The reason why maximum apertures for the E mount primes are commonly limited to around f/1.8 may also be to avoid exposing acutance problems in the corners. When the maximum aperture is increased to f/1.4, the engineers need to make the lens larger to overcome the corner problems. This causes a blowout in the lens size on ultra wide aperture models without necessarily resulting in better performance compared to their DSLR peers (the 85mm f/1.4 GM lens has MTF plots similar to the Nikon 85mm f/1.4 lens, and thus by extrapolation a performance similar to the now discontinued Sigma 85mm f/1.4 EX DG HSM lens despite its greater size). 

 

As it stands already, the Sony Vario-Tessar T* FE 16-35mm F4 ZA OSS has severe corner problems at the 16mm end. To achieve the 16mm focal length on the FE 16-35mm f/4, Zeiss were forced to deploy a double concave lens element on the sensor-side to adequately project the image so as to cover the full surface of the sensor. If the maximum aperture were increased to f/2.8, the corner problems would become even worse. That means we may never see a decently performing 16-35mm f/2.8 E mount zoom lens, and a 12-24mm f/2.8 zoom is even less likely. Even an acceptably high performance full frame 14-24mm f/2.8 lens like the Nikon version is probably impossible to execute acceptably on the E mount. 

 

Sony fanboys will gurgle and froth at the mouth on reading this, but these are mathematical limits dictated entirely by the physics of the mount. It is a functional limit everyone has to accept when you have a full frame mirrorless system based on an APS-C dimension mount. It matters little how upset Sony fanboys get with me for pointing these inconvenient facts out.
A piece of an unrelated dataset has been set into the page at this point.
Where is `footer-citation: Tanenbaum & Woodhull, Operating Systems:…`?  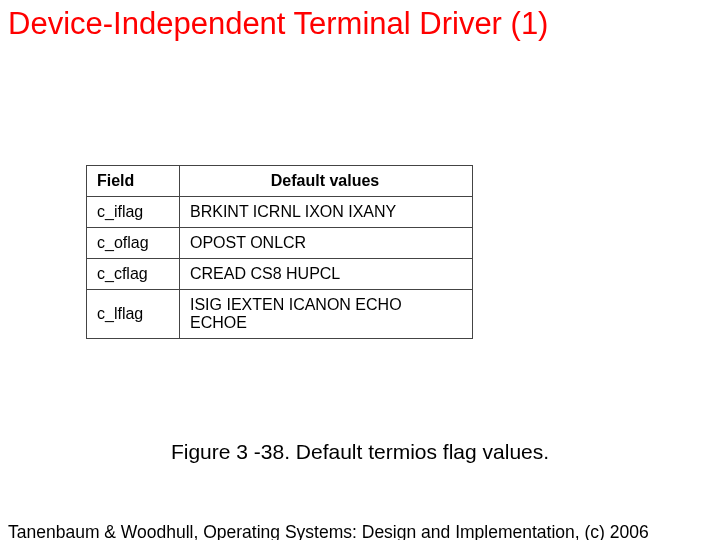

They can say what they please, but the only way these theoretical limits can be decisively disproven is by Sony producing a high-performance full frame 12-24mm f/2.8 zoom, a 14-24mm f/2.8 zoom, or at the very least, a 16-35mm f/2.8 GM zoom. Sony are welcome to go ahead and prove me wrong. I will be only to pleased if they could overcome this critical hurdle, and since I also shoot on the Sony E mount I will consider buying such a lens. But as you can see I have very good cause to be immensely sceptical.

 

So the Fuji 8-16mm f/2.8 will be an extremely important lens that will showcase what the X-mount is capable of. It will put immense pressure on Sony to show that their rival full frame E mount is a similarly professional grade lens mount. After all what kind of a lens mount would it be if it cannot support the full f/2.8 zoom trinity? It matters not in the slightest if some do not shoot at ultra wide angles. The more critical factor is the proof of concept that a mount is capable of supporting a full range of focal lens for a wide variety of applications. Although the proof is in the eating, the physics of it predicts that it is a challenge the X mount will probably pass, just as the E mount will equally likely fail—and fail dismally.